Now I can only speculate, but perhaps this is due to some internal code in reshape2 and is related to this warning..
One thing to watch is that if you copy attributes from one object to another you may (un)set the "class" attribute and so need to copy the object and S4 bits as well. There is a macro/function DUPLICATE_ATTRIB to automate this.

Converting irregular timestamp data to regularly spaced data using R

In a database I have data with associated timestamps. The timestamp is random in nature and has resolution upto minutes. I want to make this data uniform using R with respect to timestamps (with seconds resolution) with NA replaced by the previous value. Also, every timestamp should contain data for all the symbols. I have tried some timeseries packages for making the data uniform but have not been succcessful.
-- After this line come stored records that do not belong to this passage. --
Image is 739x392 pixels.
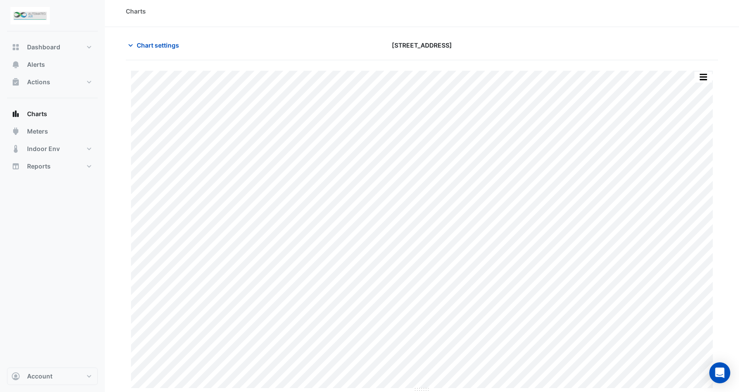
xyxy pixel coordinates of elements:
[27,43,60,52] span: Dashboard
[11,43,20,52] app-icon: Dashboard
[7,56,98,73] button: Alerts
[126,38,185,53] button: Chart settings
[695,72,712,83] button: More Options
[7,368,98,385] button: Account
[11,145,20,153] app-icon: Indoor Env
[7,38,98,56] button: Dashboard
[27,145,60,153] span: Indoor Env
[7,73,98,91] button: Actions
[11,78,20,87] app-icon: Actions
[11,127,20,136] app-icon: Meters
[27,78,50,87] span: Actions
[27,110,47,118] span: Charts
[7,105,98,123] button: Charts
[11,162,20,171] app-icon: Reports
[137,41,179,50] span: Chart settings
[7,140,98,158] button: Indoor Env
[392,41,452,50] span: [STREET_ADDRESS]
[11,110,20,118] app-icon: Charts
[27,372,52,381] span: Account
[27,127,48,136] span: Meters
[11,60,20,69] app-icon: Alerts
[7,123,98,140] button: Meters
[27,162,51,171] span: Reports
[710,363,730,384] div: Open Intercom Messenger
[27,60,45,69] span: Alerts
[126,7,146,16] div: Charts
[7,158,98,175] button: Reports
[10,7,50,24] img: Company Logo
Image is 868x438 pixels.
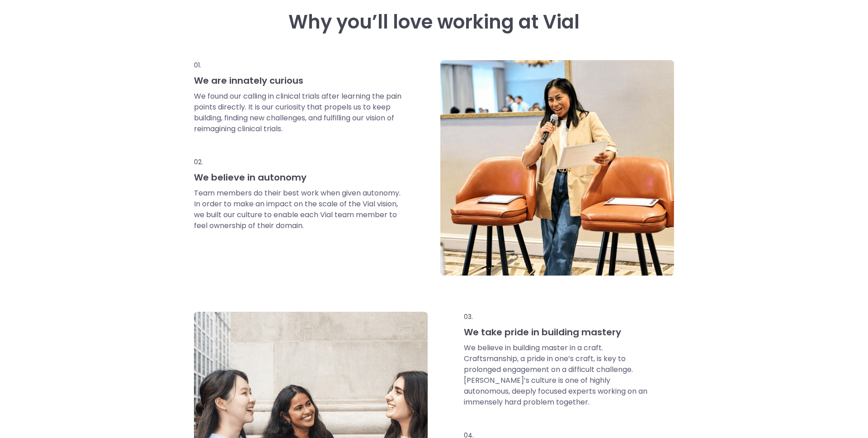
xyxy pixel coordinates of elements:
[194,157,403,167] p: 02.
[464,312,648,321] p: 03.
[194,171,403,183] h3: We believe in autonomy
[194,12,674,33] h3: Why you’ll love working at Vial
[440,60,674,276] img: Person presenting holding microphone
[194,91,403,135] p: We found our calling in clinical trials after learning the pain points directly. It is our curios...
[194,60,403,70] p: 01.
[194,187,403,231] p: Team members do their best work when given autonomy. In order to make an impact on the scale of t...
[464,343,648,408] p: We believe in building master in a craft. Craftsmanship, a pride in one’s craft, is key to prolon...
[464,326,648,338] h3: We take pride in building mastery
[194,75,403,86] h3: We are innately curious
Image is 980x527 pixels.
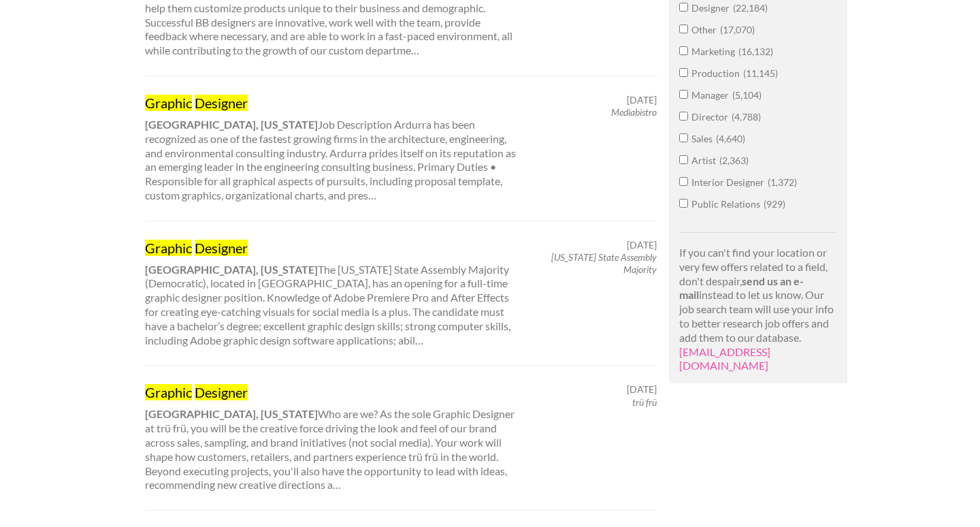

This is the code I have run so far
library("RPostgreSQL")
library(DBI)
library(sqldf)
drv <- dbDriver("PostgreSQL")
ch <- dbConnect(drv, dbname="derivativesData",
user="postgres", password="postgres")
companyFrame <- dbGetQuery(ch, "select * from derData")
companyFrame$trade_time
[1] "2011-06-01 09:00:00 IST" "2011-06-01 09:00:00 IST"
[3] "2011-06-01 09:00:00 IST" "2011-06-01 09:00:00 IST"
[5] "2011-06-01 09:00:00 IST" "2011-06-01 09:00:00 IST"
[7] "2011-06-01 09:00:00 IST" "2011-06-01 09:00:00 IST"
[9] "2011-06-01 09:00:00 IST" "2011-06-01 09:01:00 IST"
[11] "2011-06-01 09:01:00 IST" "2011-06-01 09:01:00 IST"
[13] "2011-06-01 09:02:00 IST" "2011-06-01 09:02:00 IST"
[15] "2011-06-01 09:02:00 IST" "2011-06-01 09:03:00 IST"
[17] "2011-06-01 09:04:00 IST" "2011-06-01 09:04:00 IST"
[19] "2011-06-01 09:05:00 IST" "2011-06-01 09:05:00 IST"
[21] "2011-06-01 09:06:00 IST" "2011-06-01 09:06:00 IST"
[23] "2011-06-01 09:06:00 IST" "2011-06-01 09:07:00 IST"
[25] "2011-06-01 09:08:00 IST" "2011-06-01 09:09:00 IST"
[27] "2011-06-01 09:10:00 IST" "2011-06-01 09:10:00 IST"
I want to convert this data into uniform format with say 10secs resolution.
Here I will use a 10 minutes resolution as your times don't have any seconds...
With the following sample data :
R> time <- c("2011-06-01 09:00:00 IST", "2011-06-01 09:00:00 IST", "2011-06-01 09:01:00 IST",
+ "2011-06-01 09:06:00 IST", "2011-06-01 09:10:00 IST", "2011-06-01 09:15:00 IST")
You can first convert the strings to a POSIXlt date format :
R> time2 <- strptime(time, format="%Y-%m-%d %X")
R> time2
[1] "2011-06-01 09:00:00" "2011-06-01 09:00:00" "2011-06-01 09:01:00"
[4] "2011-06-01 09:06:00" "2011-06-01 09:10:00" "2011-06-01 09:15:00"
Then you could use the minute function from the lubridate package to alter the minute components of your date and round it to a 10 minutes resolution, for example :
R> library(lubridate)
R> minute(time2) <- minute(time2) %/% 10 * 10
R> time2
[1] "2011-06-01 09:00:00 CEST" "2011-06-01 09:00:00 CEST"
[3] "2011-06-01 09:00:00 CEST" "2011-06-01 09:00:00 CEST"
[5] "2011-06-01 09:10:00 CEST" "2011-06-01 09:10:00 CEST"
Try the data.table package and it's roll=TRUE feature. See ?data.table and the vignettes where it talks about fast last observation carried forward.